Gary Hilderbrand FASLA FAAR

Principal

A celebrated teacher and prolific writer as well as a designer, Gary brings forward a passion for landscape architecture’s history and its future potential everywhere he works. He leads commissions that draw upon the traditions of American landscape architecture, from Olmsted to Kiley to Oberlander, while also innovating within those traditions for our own time. Since co-founding the practice in 2000 with Douglas Reed, he has been responsible for several projects that enrich and advance urban forestry practices, from a single plaza to a district to an entire city. Notable current projects for Gary include the repositioning of New York City’s Lever House and a major expansion to Storm King Art Center.

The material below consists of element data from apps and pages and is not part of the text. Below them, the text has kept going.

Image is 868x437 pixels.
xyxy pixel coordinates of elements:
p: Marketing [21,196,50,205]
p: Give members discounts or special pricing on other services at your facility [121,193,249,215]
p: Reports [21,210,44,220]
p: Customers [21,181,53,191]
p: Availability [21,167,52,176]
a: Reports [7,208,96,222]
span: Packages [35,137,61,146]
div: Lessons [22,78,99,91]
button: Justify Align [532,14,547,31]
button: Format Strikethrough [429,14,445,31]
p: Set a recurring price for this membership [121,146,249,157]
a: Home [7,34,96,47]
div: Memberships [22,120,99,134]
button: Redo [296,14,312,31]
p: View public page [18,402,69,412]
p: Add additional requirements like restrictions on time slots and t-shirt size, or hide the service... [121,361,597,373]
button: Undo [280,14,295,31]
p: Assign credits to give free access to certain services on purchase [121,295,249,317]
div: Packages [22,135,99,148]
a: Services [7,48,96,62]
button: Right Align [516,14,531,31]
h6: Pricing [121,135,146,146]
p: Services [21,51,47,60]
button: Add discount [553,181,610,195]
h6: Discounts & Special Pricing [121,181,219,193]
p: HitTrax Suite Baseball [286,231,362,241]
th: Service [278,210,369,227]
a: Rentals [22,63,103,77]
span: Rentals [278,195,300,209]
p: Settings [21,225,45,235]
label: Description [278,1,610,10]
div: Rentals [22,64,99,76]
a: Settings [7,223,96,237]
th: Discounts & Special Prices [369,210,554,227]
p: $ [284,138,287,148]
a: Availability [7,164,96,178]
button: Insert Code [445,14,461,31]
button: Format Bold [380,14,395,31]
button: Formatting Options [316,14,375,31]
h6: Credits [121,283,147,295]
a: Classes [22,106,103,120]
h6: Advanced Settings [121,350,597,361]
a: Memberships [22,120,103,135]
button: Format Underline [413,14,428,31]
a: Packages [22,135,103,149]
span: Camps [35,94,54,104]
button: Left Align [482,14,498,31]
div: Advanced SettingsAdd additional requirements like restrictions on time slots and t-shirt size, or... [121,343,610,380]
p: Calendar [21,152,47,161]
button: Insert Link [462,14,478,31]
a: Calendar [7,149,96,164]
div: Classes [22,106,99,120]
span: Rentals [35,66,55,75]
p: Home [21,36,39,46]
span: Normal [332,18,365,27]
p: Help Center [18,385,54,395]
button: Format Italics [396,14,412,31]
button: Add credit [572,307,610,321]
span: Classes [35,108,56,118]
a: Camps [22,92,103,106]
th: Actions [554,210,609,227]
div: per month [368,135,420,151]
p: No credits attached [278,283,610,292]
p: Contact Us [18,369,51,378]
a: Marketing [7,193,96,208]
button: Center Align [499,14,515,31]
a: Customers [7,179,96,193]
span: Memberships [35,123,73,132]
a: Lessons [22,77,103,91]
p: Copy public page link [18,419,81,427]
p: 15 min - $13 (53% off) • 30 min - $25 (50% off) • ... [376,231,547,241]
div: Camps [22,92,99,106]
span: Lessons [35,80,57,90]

Gary is also the Peter Louis Hornbeck Professor in Practice at the Harvard Graduate School of Design, where he has taught since 1990, and Chair of the GSD’s Department of Landscape Architecture, effective July 1, 2022. His honors include Harvard University’s Charles Eliot Traveling Fellowship, the Rome Prize in Landscape Architecture, the Architectural League’s Emerging Voices Award with Douglas Reed, and the 2013 ASLA Firm of the Year award. Design Intelligence named Gary one of its “25 Most Admired Educators” of 2016. Gary is the recipient of the 2017 ASLA Design Medal, the highest honor available to an American landscape architect.

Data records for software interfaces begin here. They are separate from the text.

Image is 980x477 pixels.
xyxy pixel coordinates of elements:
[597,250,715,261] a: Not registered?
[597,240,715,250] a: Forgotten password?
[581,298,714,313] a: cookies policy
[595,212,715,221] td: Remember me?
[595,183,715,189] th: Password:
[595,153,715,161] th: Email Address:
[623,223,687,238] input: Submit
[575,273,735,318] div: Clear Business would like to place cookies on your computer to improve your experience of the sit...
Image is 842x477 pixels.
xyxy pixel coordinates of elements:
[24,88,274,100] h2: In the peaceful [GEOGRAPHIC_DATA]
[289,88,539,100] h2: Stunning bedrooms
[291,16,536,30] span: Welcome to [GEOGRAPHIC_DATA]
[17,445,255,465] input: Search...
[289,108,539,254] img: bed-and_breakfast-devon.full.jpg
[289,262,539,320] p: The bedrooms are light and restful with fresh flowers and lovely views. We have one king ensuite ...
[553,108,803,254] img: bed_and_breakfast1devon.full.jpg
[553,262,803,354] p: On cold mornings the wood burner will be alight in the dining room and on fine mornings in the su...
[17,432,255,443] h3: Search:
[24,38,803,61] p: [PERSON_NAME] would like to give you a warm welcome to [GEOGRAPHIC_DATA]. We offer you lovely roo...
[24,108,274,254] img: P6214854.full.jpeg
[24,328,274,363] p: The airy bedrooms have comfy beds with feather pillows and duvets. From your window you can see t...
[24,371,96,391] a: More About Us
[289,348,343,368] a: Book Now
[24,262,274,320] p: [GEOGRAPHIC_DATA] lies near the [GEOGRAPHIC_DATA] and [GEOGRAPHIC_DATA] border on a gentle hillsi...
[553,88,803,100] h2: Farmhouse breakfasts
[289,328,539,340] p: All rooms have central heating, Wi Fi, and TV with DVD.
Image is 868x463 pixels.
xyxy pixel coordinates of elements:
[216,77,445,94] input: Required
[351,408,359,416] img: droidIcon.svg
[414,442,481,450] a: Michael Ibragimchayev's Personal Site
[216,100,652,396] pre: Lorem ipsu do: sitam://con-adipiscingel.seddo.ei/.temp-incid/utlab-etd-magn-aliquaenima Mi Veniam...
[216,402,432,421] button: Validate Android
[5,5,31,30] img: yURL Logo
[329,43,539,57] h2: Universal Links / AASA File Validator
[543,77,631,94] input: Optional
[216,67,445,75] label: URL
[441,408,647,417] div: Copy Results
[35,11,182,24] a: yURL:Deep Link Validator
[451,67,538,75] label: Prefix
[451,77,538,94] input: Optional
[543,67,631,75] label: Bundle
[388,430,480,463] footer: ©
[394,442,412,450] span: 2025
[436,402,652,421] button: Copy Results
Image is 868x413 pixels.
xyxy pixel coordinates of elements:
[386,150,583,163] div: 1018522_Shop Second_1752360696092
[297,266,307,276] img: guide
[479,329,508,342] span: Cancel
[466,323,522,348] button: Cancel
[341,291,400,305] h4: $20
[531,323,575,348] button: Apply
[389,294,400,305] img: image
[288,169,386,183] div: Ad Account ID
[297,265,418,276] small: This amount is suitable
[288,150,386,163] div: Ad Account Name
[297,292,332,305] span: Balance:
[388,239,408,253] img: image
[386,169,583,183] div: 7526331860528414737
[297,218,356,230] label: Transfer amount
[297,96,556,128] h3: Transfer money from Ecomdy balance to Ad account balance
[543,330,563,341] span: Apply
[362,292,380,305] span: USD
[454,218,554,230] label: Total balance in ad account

Through three widely acclaimed books and two dozen essays, Gary has helped to position landscape architecture’s role in reconciling intellectual and cultural traditions with contemporary forces of urbanization and change. His essays have been featured in Landscape Architecture, Topos, Harvard Design Magazine, Architecture Boston, Clark Art Journal, Arnoldia, New England Journal of Garden History, and Land Forum. In addition to his co-authorship in the firm’s 2012 monograph, Visible Invisible: The Landscape Works of Reed Hilderbrand, he produced two other monographs: (Making a Landscape of Continuity: The Practice of Innocenti & Webel* (1997), which was recognized by ASLA and AIGA (50 Best Books); and The Miller Garden: Icon of Modernism (1999).

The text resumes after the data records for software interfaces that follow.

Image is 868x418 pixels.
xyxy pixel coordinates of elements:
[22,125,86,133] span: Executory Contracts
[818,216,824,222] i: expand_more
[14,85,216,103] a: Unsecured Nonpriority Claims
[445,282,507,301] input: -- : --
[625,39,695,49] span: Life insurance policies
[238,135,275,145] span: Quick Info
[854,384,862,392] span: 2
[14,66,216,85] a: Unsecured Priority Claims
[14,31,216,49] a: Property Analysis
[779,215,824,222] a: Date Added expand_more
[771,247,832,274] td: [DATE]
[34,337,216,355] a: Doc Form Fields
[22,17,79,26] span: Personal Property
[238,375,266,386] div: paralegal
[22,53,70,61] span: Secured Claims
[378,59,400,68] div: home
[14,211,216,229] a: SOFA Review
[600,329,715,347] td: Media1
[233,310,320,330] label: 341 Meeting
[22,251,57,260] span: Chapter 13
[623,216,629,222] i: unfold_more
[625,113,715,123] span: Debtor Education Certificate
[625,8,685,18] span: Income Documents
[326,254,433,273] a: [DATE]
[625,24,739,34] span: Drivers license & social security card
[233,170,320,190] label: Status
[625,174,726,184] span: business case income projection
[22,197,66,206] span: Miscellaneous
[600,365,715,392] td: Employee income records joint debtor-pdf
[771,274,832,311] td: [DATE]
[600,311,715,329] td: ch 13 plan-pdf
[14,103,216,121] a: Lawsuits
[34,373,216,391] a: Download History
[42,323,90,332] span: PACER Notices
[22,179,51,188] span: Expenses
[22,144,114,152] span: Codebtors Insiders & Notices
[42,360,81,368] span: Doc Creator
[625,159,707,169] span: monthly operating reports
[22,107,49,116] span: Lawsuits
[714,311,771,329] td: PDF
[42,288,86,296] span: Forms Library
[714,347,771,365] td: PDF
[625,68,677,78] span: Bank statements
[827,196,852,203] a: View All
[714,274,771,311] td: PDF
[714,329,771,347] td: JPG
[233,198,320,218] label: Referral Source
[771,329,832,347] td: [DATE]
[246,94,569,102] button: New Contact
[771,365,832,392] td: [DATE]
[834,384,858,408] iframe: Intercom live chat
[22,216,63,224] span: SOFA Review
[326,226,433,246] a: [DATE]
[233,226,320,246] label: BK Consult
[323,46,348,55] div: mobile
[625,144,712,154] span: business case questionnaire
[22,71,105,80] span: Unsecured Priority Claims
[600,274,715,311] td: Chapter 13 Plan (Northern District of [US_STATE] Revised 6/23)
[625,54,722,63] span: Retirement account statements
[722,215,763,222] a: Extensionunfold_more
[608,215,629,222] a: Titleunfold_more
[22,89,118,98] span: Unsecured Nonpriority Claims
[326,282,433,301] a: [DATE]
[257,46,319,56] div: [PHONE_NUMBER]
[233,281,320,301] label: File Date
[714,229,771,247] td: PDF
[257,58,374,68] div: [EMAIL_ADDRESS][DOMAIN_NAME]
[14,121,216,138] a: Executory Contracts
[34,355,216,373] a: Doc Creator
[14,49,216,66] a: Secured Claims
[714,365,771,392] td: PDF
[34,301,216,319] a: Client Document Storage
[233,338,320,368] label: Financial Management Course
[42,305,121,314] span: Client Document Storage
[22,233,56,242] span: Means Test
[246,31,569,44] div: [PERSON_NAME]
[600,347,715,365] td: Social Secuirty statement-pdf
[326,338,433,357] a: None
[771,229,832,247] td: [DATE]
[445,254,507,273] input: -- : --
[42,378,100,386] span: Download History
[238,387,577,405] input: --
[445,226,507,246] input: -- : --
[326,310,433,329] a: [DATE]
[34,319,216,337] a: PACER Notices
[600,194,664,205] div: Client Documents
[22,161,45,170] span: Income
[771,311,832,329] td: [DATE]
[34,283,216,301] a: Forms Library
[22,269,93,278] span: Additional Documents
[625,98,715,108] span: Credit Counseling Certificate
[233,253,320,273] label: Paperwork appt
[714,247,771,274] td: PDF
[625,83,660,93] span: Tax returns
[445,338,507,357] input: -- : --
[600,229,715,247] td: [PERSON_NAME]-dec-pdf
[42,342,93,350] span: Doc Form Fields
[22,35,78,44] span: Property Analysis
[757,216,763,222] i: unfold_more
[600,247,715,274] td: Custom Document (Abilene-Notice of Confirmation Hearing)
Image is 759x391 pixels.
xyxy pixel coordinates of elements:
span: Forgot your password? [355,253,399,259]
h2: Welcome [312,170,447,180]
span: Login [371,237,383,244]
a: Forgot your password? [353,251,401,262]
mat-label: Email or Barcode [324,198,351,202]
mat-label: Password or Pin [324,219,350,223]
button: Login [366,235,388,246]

Gary grew up in New York’s Hudson Valley surrounded by many siblings and extended family. From an early age, he had a love for music and sportscars, and a passion for environmental issues. A gifted copy of Ian McHarg’s foundational Design with Nature introduced him to landscape architecture. He earned his BLA from The State University of New York College of Environmental Science and Forestry and his MLA from the Harvard Graduate School of Design. Gary loves to cook and experience operas at the Met in New York City. He is an admirer of the London Plane, Live Oak, and American Beech.